Blog Grenade
I do not belong to a religion. Please get over it. Please stop explaining to me why kids need to go to church to learn morals or have answers in the world and then complimenting me for having a great capacity for independent thought.
I far prefer people who ask questions than follow prescribed answers. It's one thing to want your kid to get cultural history or community or even to force a conveniently matching viewpoint to your own on them. But I've heard this bit about morals coming only from church too often lately. Even from friends who are thinking of having kids who don't attend church themselves.
Where does this come from? Are you hoping your kid will stop asking you pesky hard questions and instead say their questions in their heads with their eyes closed? Do you want them to not to begin sentences with WHY? Good luck.
By the way, my first trip to the principal's office was in first grade when I encountered a girl talking about "God," a completely foreign concept that sounded nuttier to me than believing Santa had the same handwriting as my mom. I asked her why this, and why that, and tried to understand until she burst into tears.
Do you think your kids are listening intently to sermons to learn how to act in the world? Newsflash: They are learning from your actions. Sending them to church for a couple of hours a week isn't teaching them to navigate their world. You are. Don't use religion as an excuse for your own personal failings. There are lots of options. Like being okay with not having all the answers so that your kids are, too. Or …like birth control.
Living is hard. Living with other people is hard. Our stifling society teaches us that if we just don't address important, extremely normal parts of life and buy all the right products then everyone can pretend they're happy. Why do Christians often seem to need to ask me "but what will you tell your child about death?" Are those of us without a religion supposed to keep our thoughts on this subject a secret? No one told me.
There are many reasons people turn to prescribed religions. I think there are a lot of reasons you might want your kids to share this with you. But if you presume it's the only place to learn morals, then you are assuming I am immoral. So you probably shouldn't provoke me then, right? Especially since you won't know what to expect from someone whose allegiance has not been pledged to anything you can Google. . . .
Labels: death
5 Comments:
I believe that there is an omnipotent force that works for good in the world. Most of the time I call it God. Sometimes I call it nature or beauty or innocence or friendship.
I was raised Catholic. I left the Church when it saw fit to grant my father an annulment of his 13-year marraige to my mother. (I am one of five. He had two additional children from a second marraige, and was seeking to marry their mother in the Catholic Church.)
I never, however, left God. I don't know why I have faith, I just know that I have it.
It isn't a question of whether I *want* a relationship with God. I have no choice in the matter. And it's not in a scary, mean, gonna-flood-the-world kinda way. It's like the really good friend who always is there even when you blow them off to go out drinking with the married guy you shouldn't be dating. I'm stuck with God.
And I still go to Catholic Mass even though I disagree with the church's stand on, oh, just about everything. I like Mass. It soothes me. And I always leave there feeling like I'm energized and full of hope and love. So I go.
I don't know how I will explain all this to my sons when the time comes. I have canceled and rescheduled their baptisms twice.
I wonder if I should be a Catholic if I can't be a "good" one. Maybe my sons won't have the same faith I do. Who knows?
I think, I hope, that Will and I will teach them morals through our actions. That they will learn from our example and from our friends and family. And that they will learn that there is good, and it doesn't matter what they call it. And that tolerance might be the greatest good of all.
Clearly I haven't introduced you to my friend BuddhaShivaYahwehAllahWakanTankaJewishGod!
what an oversight,
Shannon
What do you tell your children about death? I find "grandma's up in heaven smiling down upon us, Junior" to be simplistic, a way to really avoid talking to your kids about death. Or to avoid talking to yourself about it, for that matter.
Better to say: Death is the very stuff of life. It breaks our hearts. It gives us an opportunity to love more deeply and live more keenly. It also really sucks. It's what makes us as tender as we are, and as tough. And, oh yeah, it really, really sucks.
For me -- I'd say that's exactly where God, or higher power, shows up. But God has no answers. Just, maybe, tenderness.
I like the Buddhist approach to these questions: Only don't know.
Suggesting believing in God is the domain of purely simple minded people who fear questions is dogmatic drivel as bad as those you criticize. That is unless you feel your intellect matches Hegel, Einstein, Gahdi, Martin Luther King, etc. etc. ad nauseum. Certainly addressing specific groups of religious though such as evangelical protestants, conservative muslims and catholics which have over time shaped culture in the negative ways you mention is a worthy endeavor and worth a great deal of thought given the state of the world. A sharper critique, one that does reduce the world to rigid black and white choices, would be far more provacative and interesting.
I didn't say believing in God is simple minded. I said it is simple minded to think that the main way your kids will learn morals is at church. That is what was bothering me the day I postd that. I have a thousand things to say on other related subjects, but probably won't devote my life to it like some others you mention.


◆ Task brief
Give the listing back in full, exactly as written, with the pictures removed.

◆ Extracted information
▬▬▬▬▬▬▬▬▬▬
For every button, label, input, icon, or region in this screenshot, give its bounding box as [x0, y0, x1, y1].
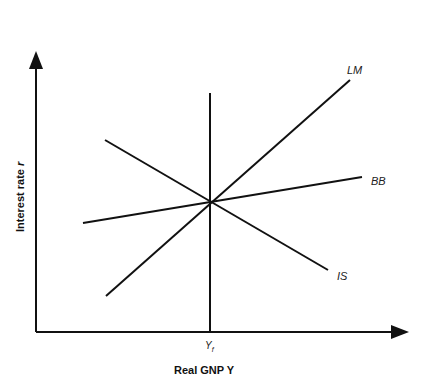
x-axis-label-var: Y — [227, 364, 235, 376]
y-axis-label-main: Interest rate — [14, 166, 26, 232]
bb-label: BB — [371, 175, 386, 187]
x-axis-label: Real GNP Y — [174, 364, 235, 376]
y-axis-label-var: r — [14, 161, 26, 166]
lm-curve — [106, 80, 350, 296]
yf-label: Yf — [205, 340, 215, 353]
lm-label: LM — [347, 64, 363, 76]
bb-curve — [83, 177, 362, 223]
is-lm-bb-diagram: LM BB IS Yf Real GNP Y Interest rate r — [0, 0, 425, 388]
yf-sub: f — [212, 346, 215, 353]
is-label: IS — [337, 270, 348, 282]
x-axis-arrow-icon — [391, 325, 409, 339]
is-curve — [105, 140, 328, 270]
x-axis-label-main: Real GNP — [174, 364, 227, 376]
y-axis-label: Interest rate r — [14, 161, 26, 232]
y-axis-arrow-icon — [29, 51, 43, 69]
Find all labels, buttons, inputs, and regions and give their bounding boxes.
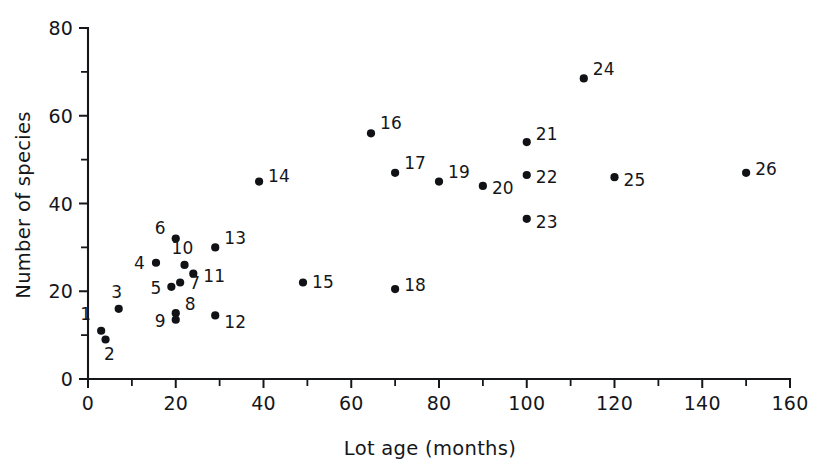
▬▬▬▬▬▬▬▬▬▬
◆ Response
For every button, label, input, icon, or region in this screenshot, give its bounding box as [x0, y0, x1, y1].
x-axis-label-var: Y — [227, 364, 235, 376]
y-axis-label-main: Interest rate — [14, 166, 26, 232]
bb-label: BB — [371, 175, 386, 187]
x-axis-label: Real GNP Y — [174, 364, 235, 376]
y-axis-label-var: r — [14, 161, 26, 166]
lm-curve — [106, 80, 350, 296]
yf-label: Yf — [205, 340, 215, 353]
lm-label: LM — [347, 64, 363, 76]
bb-curve — [83, 177, 362, 223]
is-lm-bb-diagram: LM BB IS Yf Real GNP Y Interest rate r — [0, 0, 425, 388]
yf-sub: f — [212, 346, 215, 353]
is-label: IS — [337, 270, 348, 282]
x-axis-arrow-icon — [391, 325, 409, 339]
is-curve — [105, 140, 328, 270]
x-axis-label-main: Real GNP — [174, 364, 227, 376]
y-axis-label: Interest rate r — [14, 161, 26, 232]
y-axis-arrow-icon — [29, 51, 43, 69]
Find all labels, buttons, inputs, and regions and give their bounding boxes.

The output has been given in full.